Eight Lads Putting on Airs

Publication: Time

Author: Jay Cocks, Elizabeth L. Bland

Date: August 21, 1989

Original Location: Link

The birth of a band: at a London flat some eight years ago, Shane MacGowan, who had more of his teeth back then, picked up a guitar and started to play an old Irish tune, Paddy Worked at the Railways. He played it fast; he played it very fast, in the best postpunk, frontal-assault style. His pal Spider Stacy clocked MacGowan's hands at "940 light-years an hour." That time, of course, was unofficial. But looking back now, it has become the official beginning of the Pogues.

This aggregation landed its first gig two weeks later. "Hey," MacGowan said to a local club owner, "we're in a band that plays Irish Republican songs. Can we do a set here?" The club owner agreed, and MacGowan, Stacy and three friends were soon doing a 20-minute set of "mutilated Irish rebel songs" that was frequently interrupted, according to Stacy, "by chit- throwing British soldiers, who displayed far greater musical taste than the rest of the audience."

A prototypical punk moment. It was loud, adventurous, untutored and self- destructive. Something may have been kindled that night, but it took 18 months to work it into a flame. Now the Pogues burn reckless and bright, working weird wonders on old Irish airs, giving errant folk melodies a strong bracing of rock. The new Pogues album has the kind of title that makes a sucker out of anyone who doesn't know the band; Peace and Love is full of spunk and sass, unreconstructed punk attitude hiding a hard social conscience. Chits will no longer be tossed.

The Pogues muscled mainstream folk music out of its rut. Their raucous, carefully heedless style opened the way for the Hothouse Flowers, the Proclaimers and the Waterboys, three of the best bands working the newly fertile field of electric folk. The Pogues redirected and redefined a tradition that even such disparate talents as Tracy Chapman, the Indigo Girls and Suzanne Vega are working to excellent effect. Mind you, listening to MacGowan blister his way through Young Ned of the Hill or White City will not bring a fond smile to folkies who prefer their music mild, like a cup of chamomile, or foursquare, like a sermon on a six-string. MacGowan sing-snarls like a saloon rowdy. His mouth, missing several prominent teeth, has attracted almost as much press attention as his voice, perhaps because they make such a perfect match. There is nothing pretty about a MacGowan vocal; the beauty comes later, after he has given the ear a good boxing, and the lyrics settle -- very gently, really -- on the heart.

MacGowan onstage is restless, perhaps combustible. If the other seven band members do a tune in which his involvement is minimal, he will take a hike into the wings. "It's embarrassing," he says. "I'm sitting on my bloody hands." Even when he's not in the thick of things, he is the Pogues' charismatic center. It was MacGowan and his writing that got Terry Woods out of retirement. At 42, Woods is older by a decade than the rest of the band, and he played with such mid-'70s English electric-folk groups as Steeleye Span, on whose influence the Pogues have drawn extensively. "I've been through the folk revival; I've been through the decline of the revival," he says. "But I liked MacGowan's writing. A lot of Irish music had been parlorized by the English. The Pogues took it back to the streets. They were attacking it."

The Pogues are not a postmodern incarnation of the Clancy Brothers, however. Only half of them are Irish (MacGowan, 31, was born in Ireland but moved to ! London when he was six), and it quickly became apparent back in the formative days that working up a repertoire of Irish music exclusively, even punked and pulverized, was a dead end. "It was patronizing," says Stacy simply. So instead of the raw Irish musical tradition itself, the band took the spirit of the tradition, which Stacy compares convincingly with rhythm and blues and reggae.

Rooted in Ireland (where only Woods and guitarist Philip Chevron live) but centered in London, where they are an enduring force in a music scene that changes with tidal regularity, the band members still live close by one another, most of them in the same working-class neighborhoods where they grew up. "We are not the sort of people," says MacGowan, "who like to be snotty bastards, out in space." They just finished playing a few dates in the States, to get Peace and Love off to a strong start, and will return next month for a lengthier series of concerts, both opening for Bob Dylan and performing on their own.

The Pogues are doing well enough, and remain enterprising enough, to explore some unlikely avenues of musical inspiration. "There are eight really strong personalities in the band," MacGowan comments. "Everybody writes." Jem Finer, who plays banjo, sax and hurdy-gurdy and who pulled the Pogues together in the early days, has written, with the aid of a "very old Italian phrase book," an aria. "We've rehearsed it," he reveals, "but it wasn't recorded for the album. Various factions thought it was pushing things a bit far. But opera is one of our secret desires." Unlike British soldiers on a pub crawl, opera fans have been known to throw objects somewhat heftier than chits. But after nearly a decade, the Pogues still dote on stirring things up. The best rock comes right from the firing line, and the very best from bands, like the Pogues, that keep on shooting back.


Work out how many lines of the records hold the string "supply", and reply with that number alone.

= Beginning of Section =

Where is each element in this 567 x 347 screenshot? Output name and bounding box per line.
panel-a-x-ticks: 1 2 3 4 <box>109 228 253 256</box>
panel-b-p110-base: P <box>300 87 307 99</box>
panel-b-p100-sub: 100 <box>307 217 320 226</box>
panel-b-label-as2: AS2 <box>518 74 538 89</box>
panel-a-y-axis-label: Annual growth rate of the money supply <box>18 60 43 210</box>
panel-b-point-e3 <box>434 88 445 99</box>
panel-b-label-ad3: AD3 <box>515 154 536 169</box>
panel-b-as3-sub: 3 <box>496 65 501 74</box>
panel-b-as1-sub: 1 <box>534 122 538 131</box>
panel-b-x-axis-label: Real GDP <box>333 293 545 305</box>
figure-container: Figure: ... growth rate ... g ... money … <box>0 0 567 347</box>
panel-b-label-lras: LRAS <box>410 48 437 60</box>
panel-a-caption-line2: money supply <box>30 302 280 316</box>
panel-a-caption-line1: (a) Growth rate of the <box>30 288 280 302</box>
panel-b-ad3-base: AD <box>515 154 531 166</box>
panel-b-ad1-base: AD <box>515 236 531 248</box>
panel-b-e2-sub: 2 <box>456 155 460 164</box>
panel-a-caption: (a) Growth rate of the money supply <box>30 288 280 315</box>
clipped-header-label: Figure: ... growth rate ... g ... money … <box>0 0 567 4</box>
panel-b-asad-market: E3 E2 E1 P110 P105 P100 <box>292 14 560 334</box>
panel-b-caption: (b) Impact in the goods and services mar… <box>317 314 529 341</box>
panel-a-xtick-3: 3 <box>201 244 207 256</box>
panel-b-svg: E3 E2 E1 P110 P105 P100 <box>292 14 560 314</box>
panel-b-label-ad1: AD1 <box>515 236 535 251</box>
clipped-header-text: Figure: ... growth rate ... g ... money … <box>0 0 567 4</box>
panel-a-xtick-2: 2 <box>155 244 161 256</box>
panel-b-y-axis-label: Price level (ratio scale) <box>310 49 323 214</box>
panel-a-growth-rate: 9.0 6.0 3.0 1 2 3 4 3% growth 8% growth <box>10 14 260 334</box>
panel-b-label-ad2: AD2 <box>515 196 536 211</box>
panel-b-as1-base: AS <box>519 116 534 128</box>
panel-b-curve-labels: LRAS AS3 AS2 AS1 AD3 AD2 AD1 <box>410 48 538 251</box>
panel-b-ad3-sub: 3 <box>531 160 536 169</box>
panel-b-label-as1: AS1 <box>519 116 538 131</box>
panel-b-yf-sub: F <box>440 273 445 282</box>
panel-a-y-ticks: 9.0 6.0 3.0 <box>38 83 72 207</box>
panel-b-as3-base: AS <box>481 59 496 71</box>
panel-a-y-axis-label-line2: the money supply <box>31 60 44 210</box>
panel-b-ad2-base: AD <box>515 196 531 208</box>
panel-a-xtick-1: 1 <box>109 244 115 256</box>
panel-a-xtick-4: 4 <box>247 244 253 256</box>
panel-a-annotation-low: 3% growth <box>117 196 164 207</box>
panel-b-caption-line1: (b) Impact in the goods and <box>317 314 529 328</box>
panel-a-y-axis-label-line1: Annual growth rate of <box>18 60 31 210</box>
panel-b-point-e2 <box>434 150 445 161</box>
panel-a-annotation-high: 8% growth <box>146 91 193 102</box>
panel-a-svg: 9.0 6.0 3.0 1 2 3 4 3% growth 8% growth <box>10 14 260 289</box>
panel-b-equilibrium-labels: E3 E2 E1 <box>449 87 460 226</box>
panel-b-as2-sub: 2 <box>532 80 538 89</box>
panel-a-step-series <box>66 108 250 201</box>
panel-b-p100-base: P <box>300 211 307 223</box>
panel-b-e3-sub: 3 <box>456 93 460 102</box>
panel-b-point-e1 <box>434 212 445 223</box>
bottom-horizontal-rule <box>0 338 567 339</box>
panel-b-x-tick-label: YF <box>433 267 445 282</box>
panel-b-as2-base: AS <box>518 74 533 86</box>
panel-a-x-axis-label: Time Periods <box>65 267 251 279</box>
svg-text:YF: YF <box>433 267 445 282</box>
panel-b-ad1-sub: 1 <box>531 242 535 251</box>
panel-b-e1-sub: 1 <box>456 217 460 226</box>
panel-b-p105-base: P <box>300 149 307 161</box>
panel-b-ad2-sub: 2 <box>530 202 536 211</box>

= End of Section =

→ SOLUTION
4